CNBC reports that PayPal recently hired Rich Hagen, a powerful brokerage industry, for a new division called Invest at PayPal, a fact confirmed by Hagen’s LinkedIn page. Hagen co-founded TradeKing, an automated investment platform that sold to Ally Invest for $ 275 million.

Hagen’s LinkedIn describes his work as “Leading PayPal’s Efforts to Explore Opportunities in the Consumer Investment Business.” As CNBC points out, at least 10 million Americans have started trading stocks for the first time during the first half of this year.

From CNBC:

When it came to commenting, PayPal directed CNBC to comments from CEO Dan Schulman during the company’s investment day in February, when he talked about the company’s long-term vision and how it can include many more services. including “investment capabilities”.

This is obviously not a denial, but it does not provide us with a timeline for PayPal’s wishes in the realm of retail investment. And that space could become much more muddy in the coming weeks in the months following Monday’s comment by SEC Chief Gary Gensler, who expressed interest in cracking down on business models that depend on free trade applications. actions like Robinhood.

Gensler said De Barron who is studying the possibility of banning so-called “order flow payment,” a completely legal practice on Wall Street that equates to get back to it for information. The practice is banned in the UK and Canada.

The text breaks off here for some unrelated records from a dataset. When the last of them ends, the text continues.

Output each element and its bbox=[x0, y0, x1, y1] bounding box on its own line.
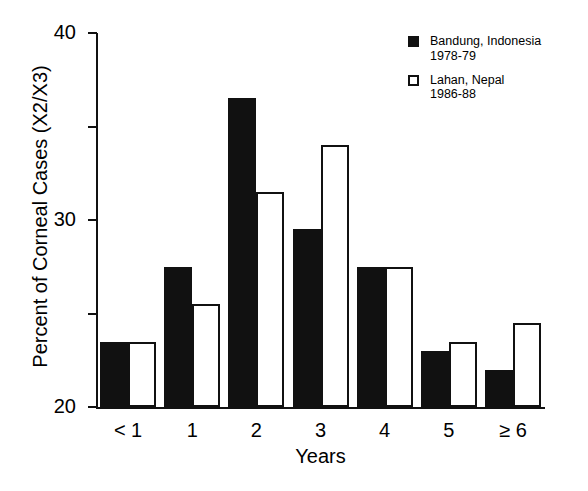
bar-lahan bbox=[128, 342, 156, 407]
bar-group bbox=[293, 33, 349, 407]
y-tick-label: 20 bbox=[54, 396, 76, 416]
bar-lahan bbox=[449, 342, 477, 407]
x-tick-label: 3 bbox=[315, 419, 326, 442]
bar-bandung bbox=[485, 370, 513, 407]
x-tick-label: 5 bbox=[443, 419, 454, 442]
bar-bandung bbox=[228, 98, 256, 407]
legend-label: Lahan, Nepal bbox=[430, 73, 541, 88]
bar-bandung bbox=[293, 229, 321, 407]
bar-bandung bbox=[164, 267, 192, 407]
bar-bandung bbox=[421, 351, 449, 407]
bar-group bbox=[164, 33, 220, 407]
bar-group bbox=[228, 33, 284, 407]
open-square-icon bbox=[408, 75, 419, 86]
bar-bandung bbox=[100, 342, 128, 407]
legend-sublabel: 1986-88 bbox=[430, 87, 541, 102]
x-tick-label: 1 bbox=[187, 419, 198, 442]
x-tick-label: 2 bbox=[251, 419, 262, 442]
chart-legend: Bandung, Indonesia1978-79Lahan, Nepal198… bbox=[408, 34, 541, 111]
bar-lahan bbox=[513, 323, 541, 407]
x-tick-label: ≥ 6 bbox=[499, 419, 527, 442]
y-axis-title: Percent of Corneal Cases (X2/X3) bbox=[29, 17, 52, 417]
legend-sublabel: 1978-79 bbox=[430, 49, 541, 64]
legend-label: Bandung, Indonesia bbox=[430, 34, 541, 49]
bar-lahan bbox=[192, 304, 220, 407]
bar-group bbox=[100, 33, 156, 407]
bar-chart-figure: Percent of Corneal Cases (X2/X3) 0102030… bbox=[0, 0, 588, 491]
x-tick-label: < 1 bbox=[114, 419, 142, 442]
legend-entry: Lahan, Nepal1986-88 bbox=[408, 73, 541, 103]
x-axis-title: Years bbox=[96, 445, 545, 468]
y-tick-label: 40 bbox=[54, 22, 76, 42]
bar-bandung bbox=[357, 267, 385, 407]
bar-lahan bbox=[256, 192, 284, 407]
filled-square-icon bbox=[408, 36, 419, 47]
bar-group bbox=[357, 33, 413, 407]
bar-lahan bbox=[321, 145, 349, 407]
y-tick-label: 30 bbox=[54, 209, 76, 229]
bar-lahan bbox=[385, 267, 413, 407]
x-tick-label: 4 bbox=[379, 419, 390, 442]
legend-entry: Bandung, Indonesia1978-79 bbox=[408, 34, 541, 64]
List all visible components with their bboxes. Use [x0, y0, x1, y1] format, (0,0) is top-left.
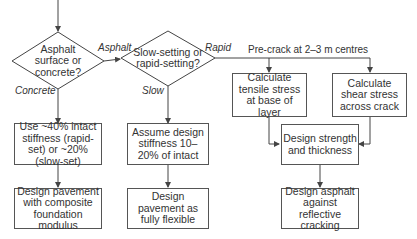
label-asphalt: Asphalt: [98, 42, 131, 53]
decision-slow-or-rapid: Slow-setting or rapid-setting?: [130, 41, 206, 75]
label-rapid: Rapid: [205, 42, 231, 53]
note-pre-crack: Pre-crack at 2–3 m centres: [248, 44, 368, 55]
box-intact-stiffness: Use ~40% intact stiffness (rapid-set) or…: [14, 123, 102, 165]
box-calc-shear-stress: Calculate shear stress across crack: [332, 73, 407, 117]
box-fully-flexible: Design pavement as fully flexible: [127, 188, 209, 229]
box-calc-tensile-stress: Calculate tensile stress at base of laye…: [232, 73, 307, 117]
box-design-strength-thickness: Design strength and thickness: [281, 124, 359, 165]
box-assume-design-stiffness: Assume design stiffness 10–20% of intact: [127, 123, 209, 165]
box-composite-foundation: Design pavement with composite foundatio…: [14, 188, 102, 229]
label-slow: Slow: [142, 85, 164, 96]
label-concrete: Concrete: [15, 85, 56, 96]
decision-asphalt-or-concrete: Asphalt surface or concrete?: [24, 44, 92, 78]
box-design-asphalt-reflective: Design asphalt against reflective cracki…: [281, 188, 359, 229]
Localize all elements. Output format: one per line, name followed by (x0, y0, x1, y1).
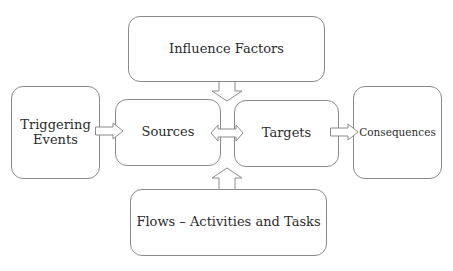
right-arrow-icon (96, 123, 124, 139)
bidirectional-arrow-icon (211, 125, 243, 141)
up-arrow-icon (212, 168, 242, 190)
right-arrow-icon (331, 124, 359, 140)
arrows-layer (0, 0, 453, 271)
down-arrow-icon (212, 82, 242, 102)
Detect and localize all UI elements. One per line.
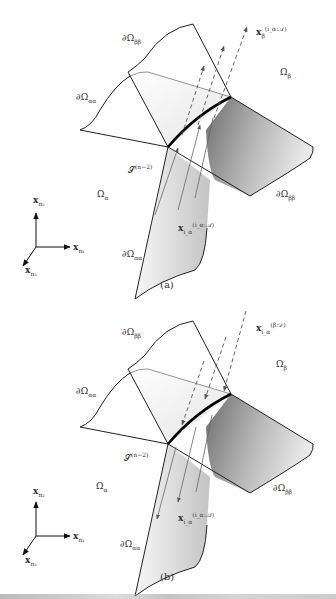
label-edge-set-b: 𝒮(n−2) <box>124 452 148 463</box>
caption-a: (a) <box>160 279 174 290</box>
scan-artifact-strip <box>0 594 336 599</box>
panel-b <box>23 311 313 596</box>
axis-label-x3-b: xn₃ <box>25 556 37 567</box>
label-boundary-alpha-bottom-b: ∂Ωαα <box>120 540 140 551</box>
label-boundary-alpha-top-a: ∂Ωαα <box>76 93 96 104</box>
label-boundary-alpha-top-b: ∂Ωαα <box>76 387 96 398</box>
label-boundary-beta-right-b: ∂Ωββ <box>273 484 292 495</box>
axis-label-x2-a: xn₂ <box>33 196 45 207</box>
diagram-canvas <box>0 0 336 599</box>
label-omega-beta-b: Ωβ <box>276 360 287 371</box>
label-flow-alpha-a: xi_α(i_α:𝒜) <box>178 222 214 235</box>
label-boundary-beta-a: ∂Ωββ <box>122 34 141 45</box>
panel-a <box>23 24 313 299</box>
label-omega-beta-a: Ωβ <box>280 68 291 79</box>
label-omega-alpha-b: Ωα <box>96 482 108 493</box>
label-flow-beta-a: xβ(i_α:𝒜) <box>256 26 287 39</box>
caption-b: (b) <box>160 571 174 582</box>
axis-label-x3-a: xn₃ <box>25 266 37 277</box>
label-omega-alpha-a: Ωα <box>97 190 109 201</box>
label-flow-beta-b: xi_α(β:𝒟) <box>256 322 286 335</box>
axes-triad-b <box>23 502 70 555</box>
label-edge-set-a: 𝒮(n−2) <box>128 164 152 175</box>
axes-triad-a <box>23 213 70 266</box>
label-boundary-beta-b: ∂Ωββ <box>122 328 141 339</box>
axis-label-x1-a: xn₁ <box>73 243 85 254</box>
axis-label-x2-b: xn₂ <box>33 487 45 498</box>
axis-label-x1-b: xn₁ <box>73 532 85 543</box>
label-flow-alpha-b: xi_α(i_α:𝒜) <box>178 512 214 525</box>
label-boundary-alpha-bottom-a: ∂Ωαα <box>122 250 142 261</box>
label-boundary-beta-right-a: ∂Ωββ <box>276 190 295 201</box>
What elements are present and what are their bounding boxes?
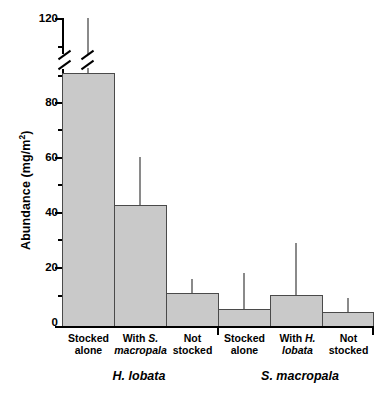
category-label-not-stocked-hlobata: Not stocked <box>165 333 220 356</box>
y-tick-label-0: 0 <box>28 317 58 329</box>
y-axis-tick-labels: 120 80 60 40 20 0 <box>28 0 58 340</box>
category-label-line1: Stocked <box>213 333 276 345</box>
category-label-line2: stocked <box>165 345 220 357</box>
category-label-stocked-alone-smacropala: Stocked alone <box>213 333 276 356</box>
group-label-smacropala: S. macropala <box>230 369 370 383</box>
bar-not-stocked-smacropala <box>322 312 374 326</box>
bar-with-smacropala <box>114 205 167 326</box>
category-label-line2-italic: macropala <box>114 344 167 356</box>
species-group-labels: H. lobata S. macropala <box>62 369 374 389</box>
y-tick-label-20: 20 <box>28 262 58 274</box>
category-label-line1-italic: H. <box>305 332 316 344</box>
category-label-line1: Not <box>165 333 220 345</box>
y-tick-label-80: 80 <box>28 97 58 109</box>
error-bar-4 <box>243 273 245 309</box>
y-tick-label-120: 120 <box>28 13 58 25</box>
category-label-line1: Not <box>320 333 377 345</box>
category-label-line2: stocked <box>320 345 377 357</box>
y-tick-major-0 <box>55 326 62 328</box>
error-bar-6 <box>347 298 349 312</box>
bar-stocked-alone-hlobata <box>62 73 115 326</box>
plot-area <box>62 18 374 328</box>
bar-with-hlobata <box>270 295 323 326</box>
x-axis-category-labels: Stocked alone With S. macropala Not stoc… <box>62 333 374 363</box>
category-label-line1-plain: With <box>123 332 149 344</box>
y-axis-label-container: Abundance (mg/m2) <box>0 0 22 340</box>
error-bar-3 <box>191 279 193 293</box>
y-tick-label-40: 40 <box>28 207 58 219</box>
y-tick-major-80 <box>55 102 62 104</box>
category-label-not-stocked-smacropala: Not stocked <box>320 333 377 356</box>
category-label-line1-italic: S. <box>148 332 158 344</box>
bar-stocked-alone-smacropala <box>218 309 271 326</box>
error-bar-2 <box>139 157 141 205</box>
y-tick-label-60: 60 <box>28 152 58 164</box>
y-tick-minor-110 <box>58 46 63 48</box>
category-label-line1-plain: With <box>279 332 305 344</box>
y-tick-major-40 <box>55 212 62 214</box>
category-label-line2: lobata <box>269 345 326 357</box>
category-label-line2-italic: lobata <box>282 344 313 356</box>
y-axis-label-exponent: 2 <box>17 135 27 140</box>
error-bar-5 <box>295 243 297 295</box>
category-label-with-hlobata: With H. lobata <box>269 333 326 356</box>
y-tick-major-20 <box>55 267 62 269</box>
y-tick-major-60 <box>55 157 62 159</box>
group-label-hlobata: H. lobata <box>74 369 204 383</box>
y-tick-major-120 <box>55 18 62 20</box>
chart-figure: Abundance (mg/m2) 120 80 60 40 20 0 <box>0 0 391 400</box>
bar-not-stocked-hlobata <box>166 293 219 326</box>
category-label-with-smacropala: With S. macropala <box>107 333 174 356</box>
category-label-line2: alone <box>213 345 276 357</box>
category-label-line2: macropala <box>107 345 174 357</box>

From a new report to the New York News Monday:

Gensler told Barron’s that the practice has “an inherent conflict of interest” so that companies running the operations can benefit from this information.

“They get the data, they get the first glance, they get to match buyers and sellers of that order flow,” he said.

Over the past few months, Mr Gensler has made a number of statements saying he was looking closely at the practice and was open to a wide range of regulatory options. He ordered the agency to examine the matter shortly after it was confirmed; the review is ongoing.

PayPal’s interest in allowing average users to trade stocks seems very real, but obviously the SEC could throw a key into the company’s business model if PayPal wanted to pay for the flow of orders. But this is not the only way to make money with retail investment, but it is the most popular right now.